A candidate for California’s State Assembly is taking an unconventional approach to highlighting the homelessness crisis plaguing the coastal region by giving an unfiltered point of view during his morning jogs.
“People wanna see you directly pointing out government dysfunction, directly showing people on the ground what is happening and then publishing it directly on social media,” said Dick Lucas, who is running in California’s 51st district as an Independent.
Lucas posted a since-viral video to social media over the weekend, showing him count the number of people he saw who are homeless during his short 25-minute run from Santa Monica to Venice.
“I just thought it would make for a good video and be very visceral,” Lucas told The Post, adding that it was “probably actually a lot higher” than the 83 people he counted because he “lost track at one point.”
California has the largest homeless population in the country, with nearly 190,000 people living on the streets, according to federal data. For every 10,000 people in California, 48 experience homelessness.
“There’s AB2903 and AB2570, this is on my full plan on my website, but basically [Governor] Newsom vetoed two bills that would bring transparency to how we’re spending money on homelessness, which is crazy,” Lucas sid. “The super majority of the Democrats sent him a bill, usually he’ll veto stuff that’s too far like to the left, this is something the Democrats even said, let’s bring more transparency and he vetoed them.”

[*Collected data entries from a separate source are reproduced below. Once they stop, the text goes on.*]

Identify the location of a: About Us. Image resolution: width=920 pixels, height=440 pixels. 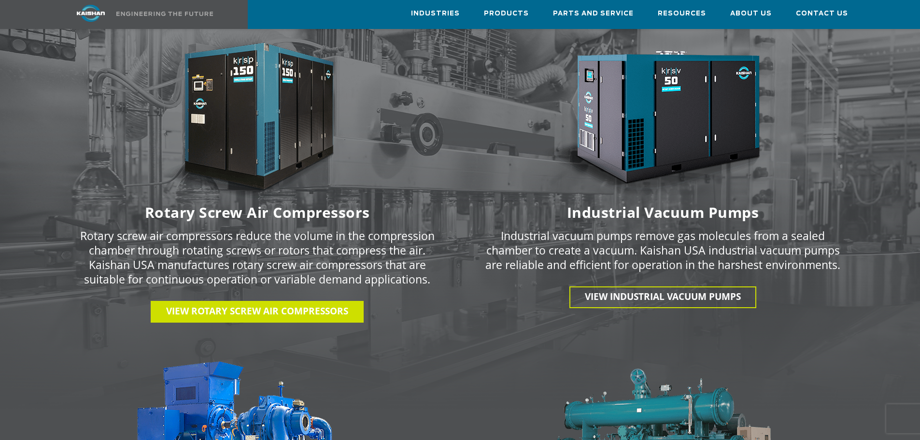
(751, 14).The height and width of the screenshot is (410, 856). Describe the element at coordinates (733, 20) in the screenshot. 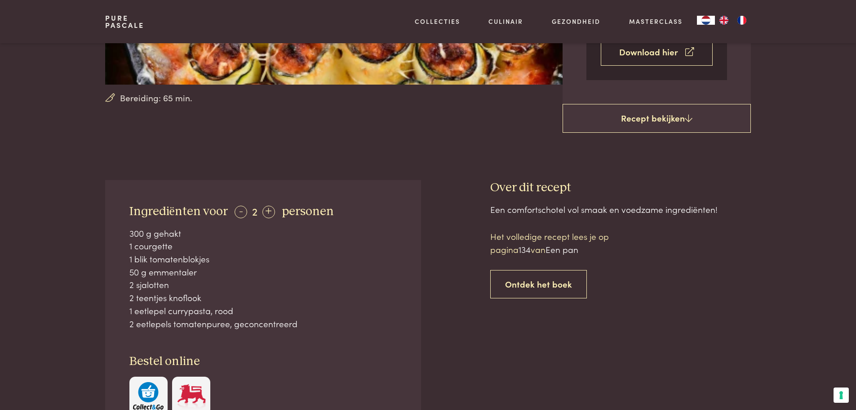

I see `ul: Language list` at that location.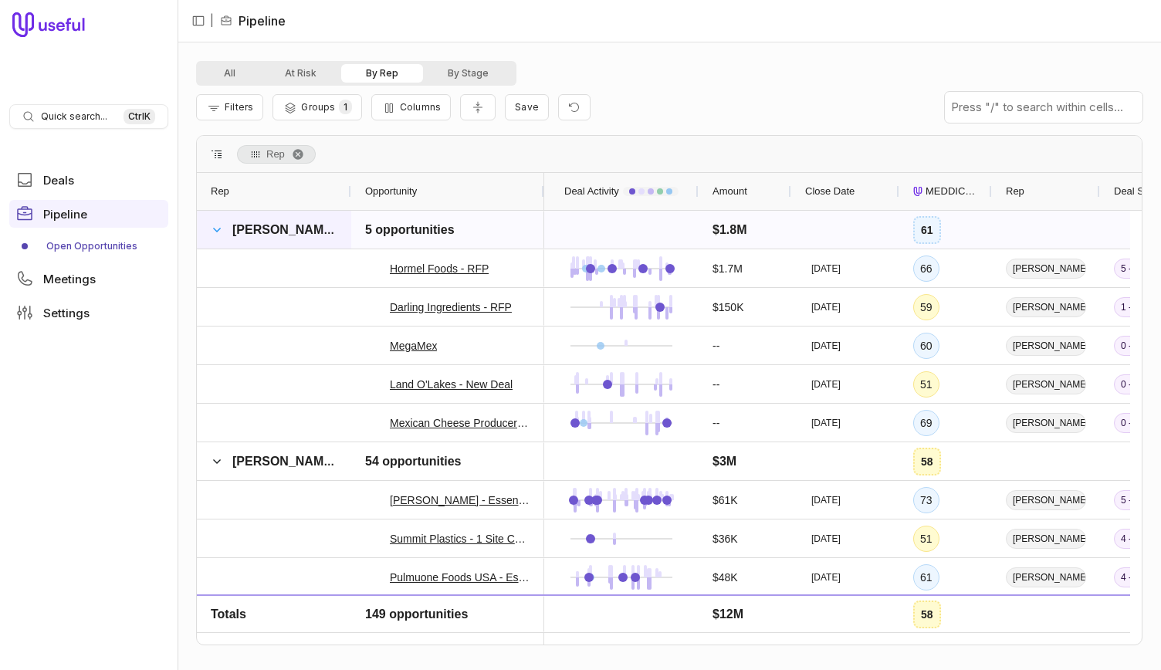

Governor Gavin Newsom said he vetoed AB2903 because similar measures are already in place to increase accountability and the effectiveness of California’s state homelessness programs.
Lucas said he wants to see a “CEO of homelessness at the state and city level” who would become the face of the crisis and bring transparency to the issue.

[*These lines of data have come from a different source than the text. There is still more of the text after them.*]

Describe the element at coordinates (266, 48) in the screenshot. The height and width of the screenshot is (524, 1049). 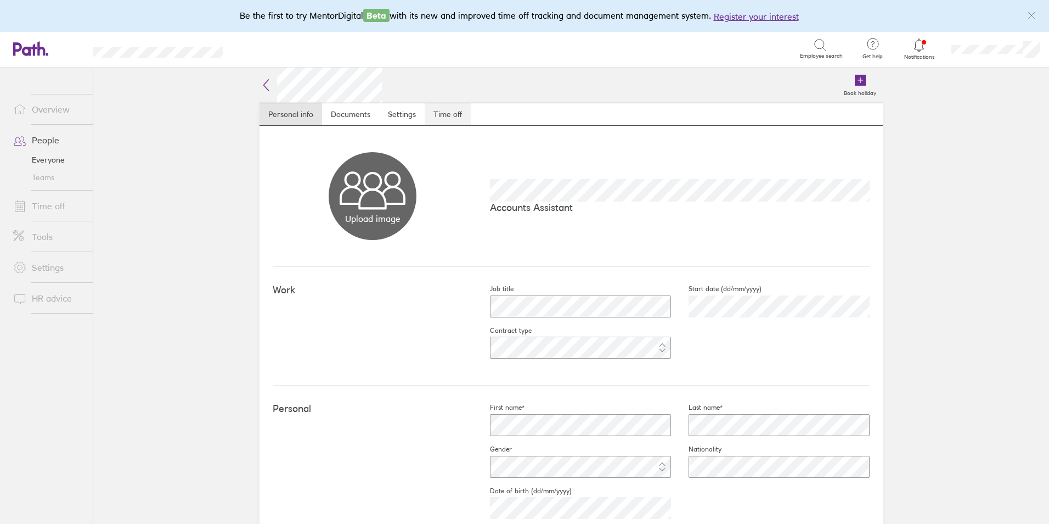
I see `div: Search` at that location.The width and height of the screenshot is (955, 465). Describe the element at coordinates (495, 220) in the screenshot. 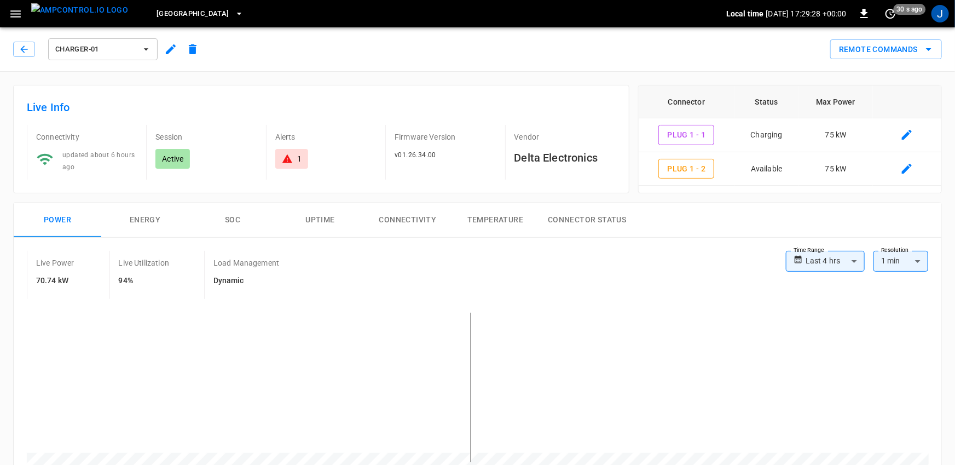

I see `button: Temperature` at that location.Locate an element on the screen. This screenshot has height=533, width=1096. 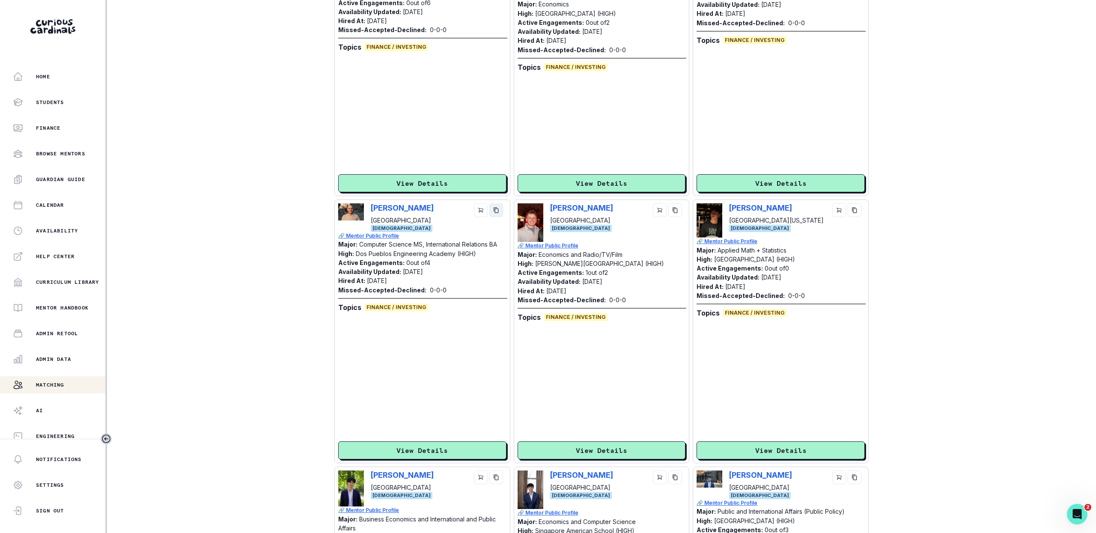
img: Picture of Mattheus Tellini is located at coordinates (531, 223).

“Right now, what we have is a patchwork of thousands of organizations across you know, tens of thousands of people, and we don’t even know who to yell at,” he added.
He also said cities need to enforce anti-camping laws that are already on the books, and build cost-effective facilities that prove treatment for substance abuse and mental health.
“I think people are tired of politicians in California putting homelessness on their website and not actually addressing it—going into the streets, looking at the problem, admitting that the problem exists and stop pretending like just because we improved a few percent since last year that we’re actually addressing this,” Lucas said.